On Wed, 07 Dec 2011 14:51:49 +0100, Steven Schveighoffer <schvei...@yahoo.com> wrote:

On Wed, 07 Dec 2011 04:00:34 -0500, Jonathan M Davis <jmdavisp...@gmx.com> wrote:

On Wednesday, December 07, 2011 09:10:16 Martin Nowak wrote:
On Wed, 07 Dec 2011 08:59:32 +0100, raojm <ra...@91ne.com> wrote:
> Is D associative array thread safe, and will it relocate memory when
> add or delete a value?
>
> Where I can find the implemention.

No it's not, and yes it has to relocate memory.
It's working as a hashtable not a binary tree, so all
pointers will be invalidated by adding/removing.
https://github.com/D-Programming-Language/druntime/blob/master/src/rt/aaA.d
On a second thought that was wrong, D's AA do allocate one node per value,
so pointers to the values won't get invalidated. But simple optimizations
as adding a freelist would break this.
Depending on your application you should either lock access or
have a look at implementing a lock-free map.


Yeah. AFAIK, it's impossible to have a hash table which doesn't risk
reallocating something when adding a value to it, unless you limit how many
elements it can hold or somesuch, which would make it considerably less
useful. Typically, when a hash table gets full enough, it rehashes itself, which definitely involves allocating more memory, and possible reallocating a large portion of what it's already allocated. So, there's no way that an AA can avoid the risk of reallocating when elements are added to it, pretty much regardless of its implementation. It's an attribute of the data structure.

dcollections' HashMap does not invalidate cursors when adding data, even when a rehash is done. The rehash routine specifically is written to make this possible.

However, it does invalidate ranges.

Note that for any hash implementation, the only thing that needs to be reallocated is the bucket array. In many implementations, this is not where the data is stored.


Exercise brief:
Look in the data below for the line that has "Identify the location", then print exactly every line from there through the line that has "pyautogui.click(x=<x>, y=<y>)", leaving pictures out.

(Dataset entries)
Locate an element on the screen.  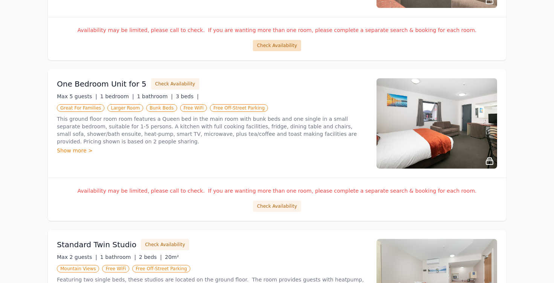
span: Mountain Views is located at coordinates (78, 269).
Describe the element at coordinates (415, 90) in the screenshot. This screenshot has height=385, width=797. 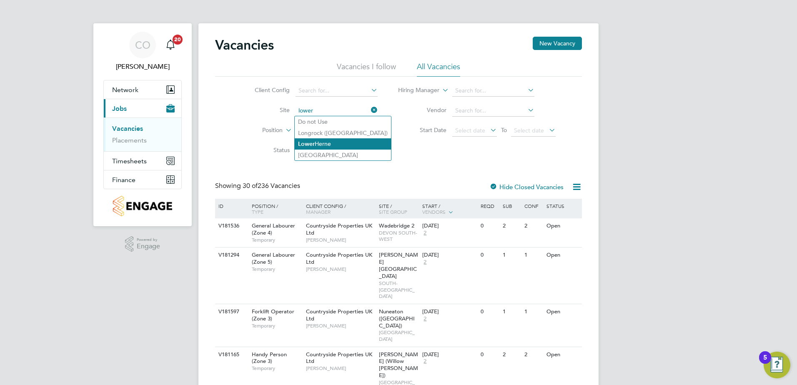
I see `label: Hiring Manager` at that location.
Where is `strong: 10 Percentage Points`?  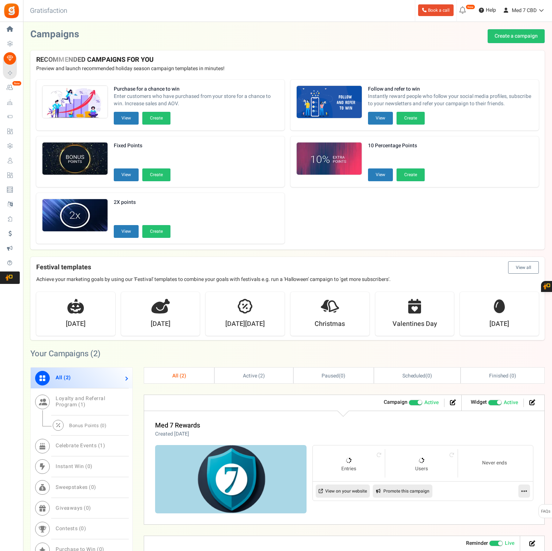 strong: 10 Percentage Points is located at coordinates (396, 146).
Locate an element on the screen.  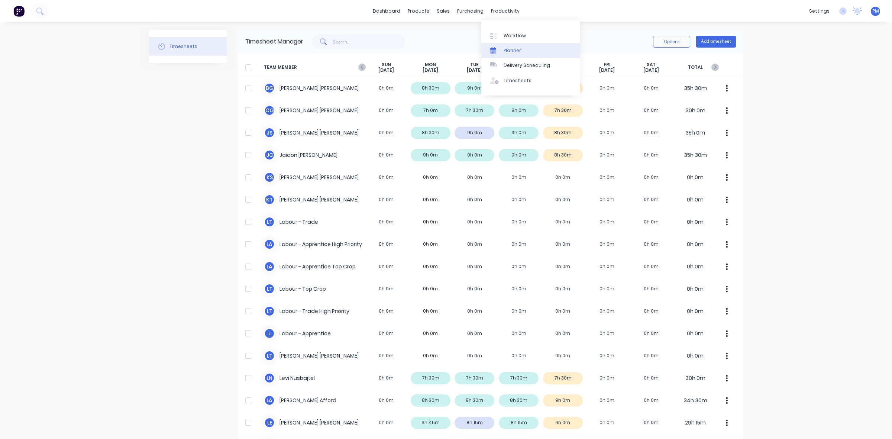
span: TEAM MEMBER is located at coordinates (314, 67).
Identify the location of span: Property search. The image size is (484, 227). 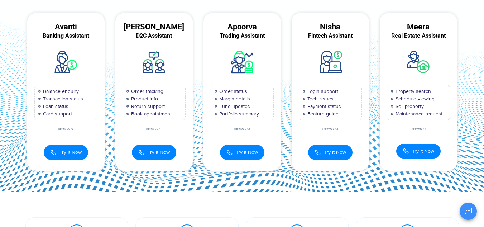
(412, 91).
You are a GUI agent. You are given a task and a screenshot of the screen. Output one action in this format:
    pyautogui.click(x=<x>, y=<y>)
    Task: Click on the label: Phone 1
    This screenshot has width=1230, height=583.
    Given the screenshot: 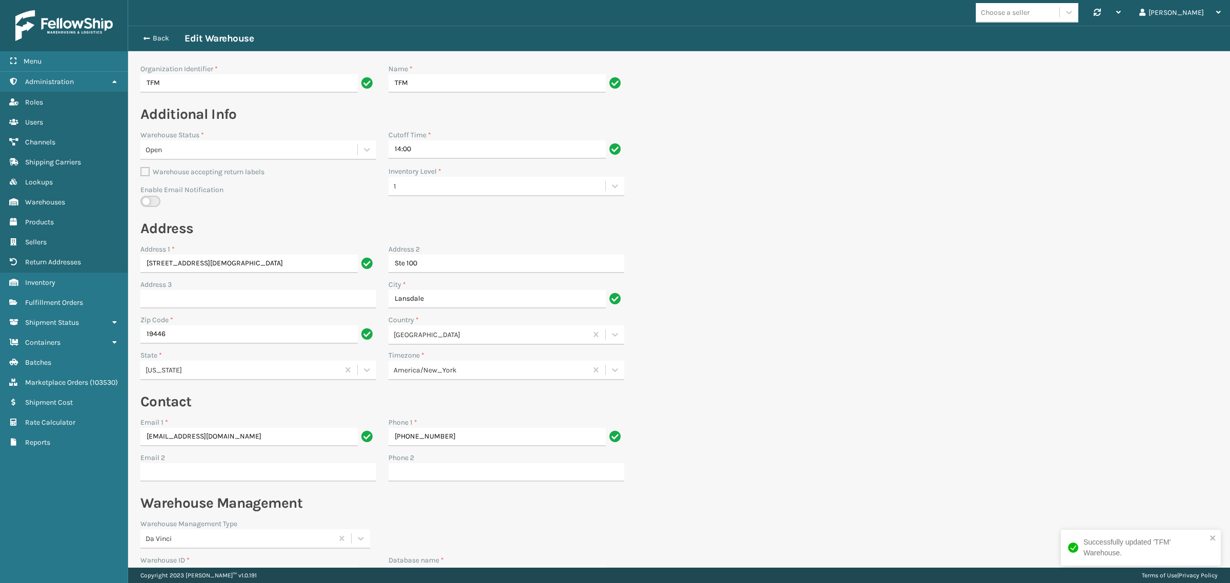 What is the action you would take?
    pyautogui.click(x=403, y=422)
    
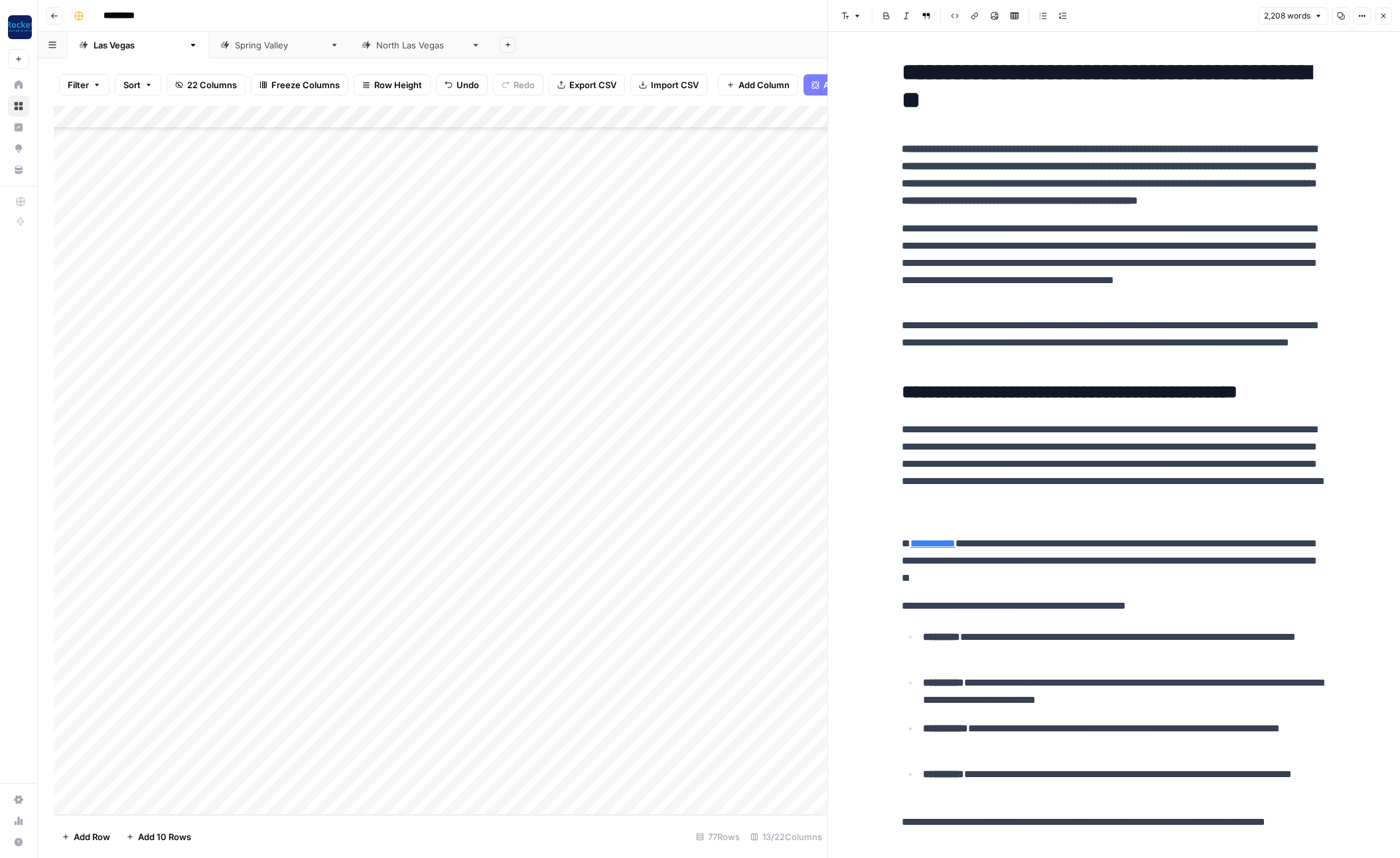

Written answer:
Identify the location of span: Property search. The image size is (484, 227). 
(412, 91).
You are a GUI agent. You are given a task and a screenshot of the screen. Output one action in this format:
    pyautogui.click(x=<x>, y=<y>)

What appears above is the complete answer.